Foreign Minister Abdullah Gul failed to win the Turkish presidency in a second round of voting in parliament on Friday, but is expected to clinch the post next week, hoping to end months of political tensions.
Gul, a highly respected diplomat who helped secure European Union-accession talks for Turkey, is distrusted by the military and secular elite because he served as a minister in an Islamist party chased from power in 1997.
Friday's vote was the second of up to four rounds. Gul is expected to be elected in the third session on August 28 when he no longer needs two-thirds of the votes but a simple majority - which the ruling Islamist-rooted AK Party has.
A parliament official announced that Gul had received 337 votes in the 550-seat chamber, confirming what an AK Party deputy had earlier told Reuters before a recount.
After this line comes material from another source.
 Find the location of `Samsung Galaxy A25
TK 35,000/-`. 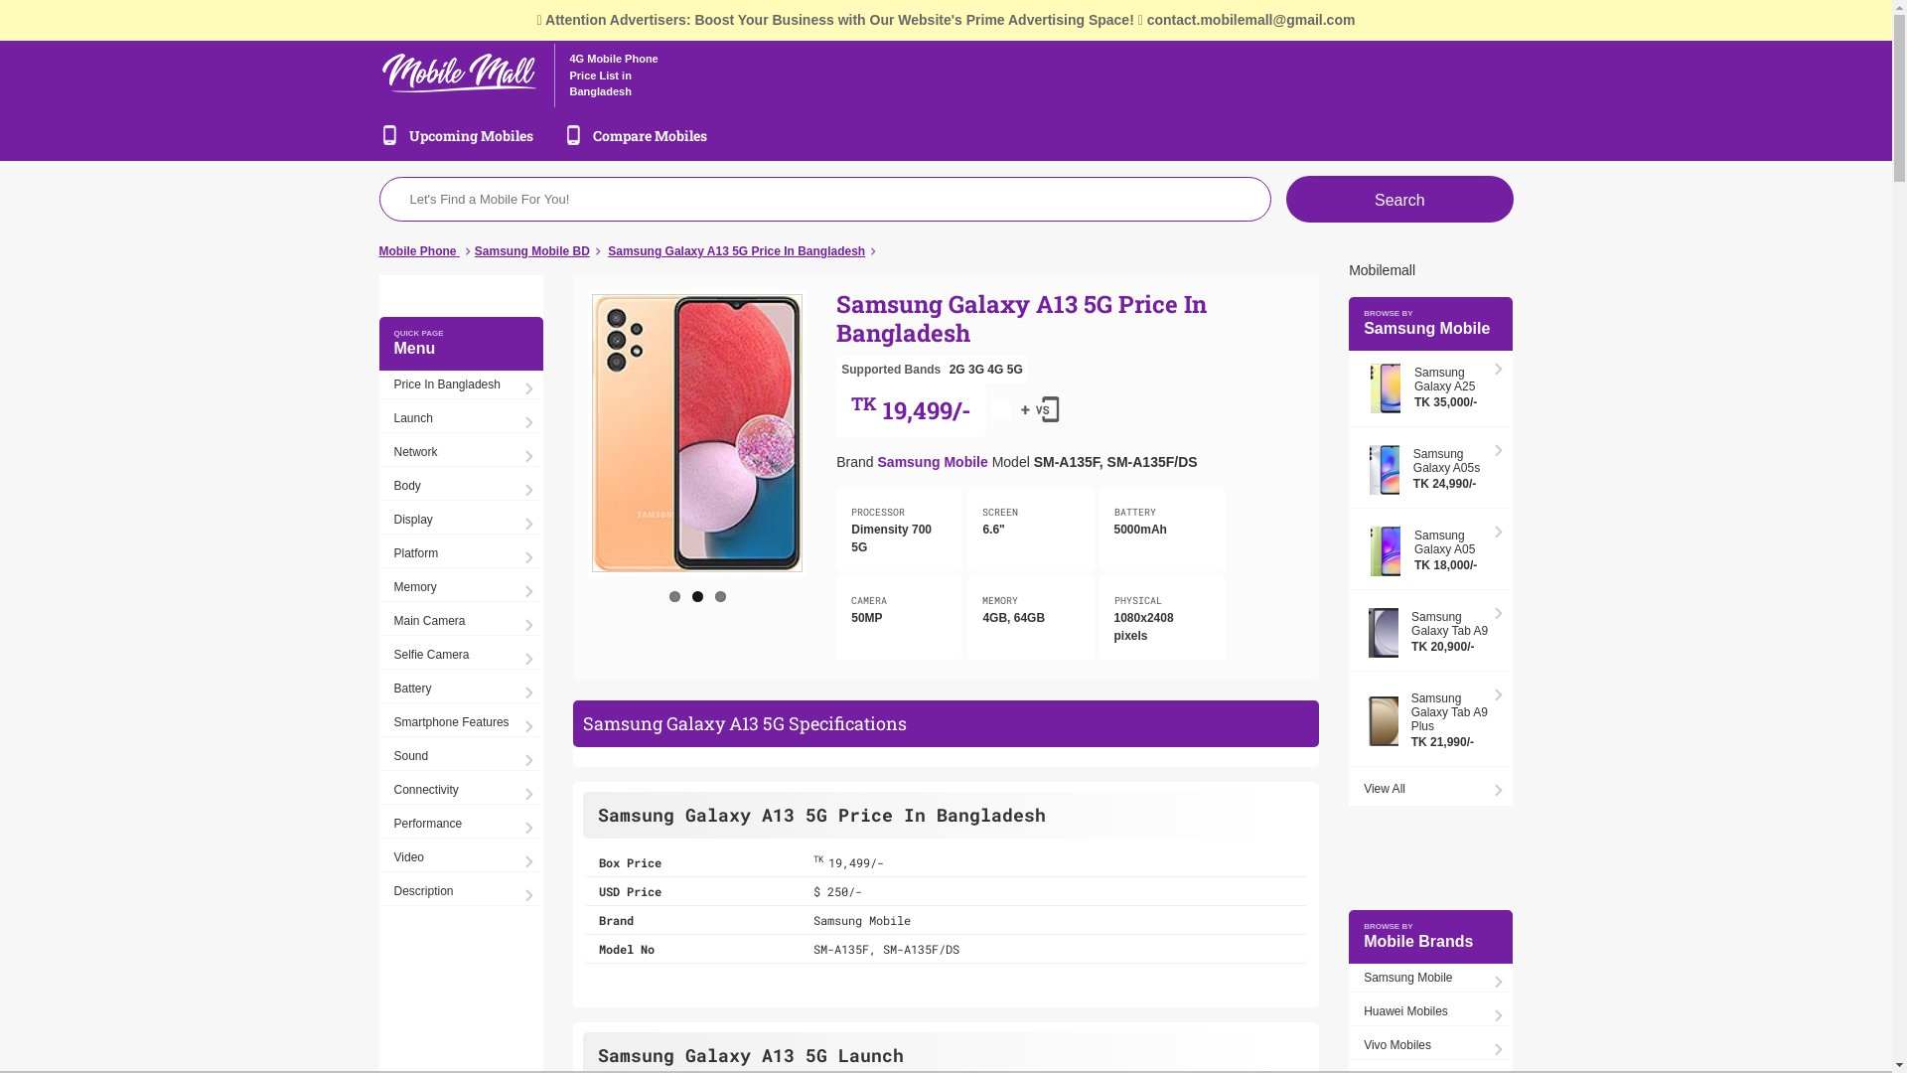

The result meant several AK Party members did not vote for the minister.
Two opposition candidates also stood. The Nato-member country of 74 million people is predominantly Muslim but is governed by a secular constitution.
The AK Party is accused of seeking to undermine a separation of religion and state dating back to the founding of the republic after the collapse of the Ottoman Empire. The party denies the charges and points to its EU reforms and pro-business record in office.
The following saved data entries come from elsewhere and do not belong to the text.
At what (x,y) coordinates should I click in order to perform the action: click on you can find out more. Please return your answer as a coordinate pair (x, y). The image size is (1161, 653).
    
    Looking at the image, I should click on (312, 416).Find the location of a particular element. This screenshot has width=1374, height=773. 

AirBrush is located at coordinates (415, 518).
Turkey's financial markets, troubled by months of political turmoil, were this time focused on volatility in global markets with the election regarded as a foregone conclusion. The lira currency eased to 1.3310 against the dollar on Friday while Istanbul's main share index fell 1.5 percent.
Gul, 56, says he backs secularism but opposition from the secularist elite remains fierce, in part because his wife wears the Muslim headscarf, seen by secularists as a provocative symbol of religion. The scarf is banned in public offices.
Few expect the army, which has ousted four governments since 1960, to intervene directly after its strong public statements earlier this year appeared to backfire and helped secure more votes for the AK Party in the recent parliamentary election. The army is unlikely to sit by quietly if they perceive that secularism is coming under threat, analysts and politicians say.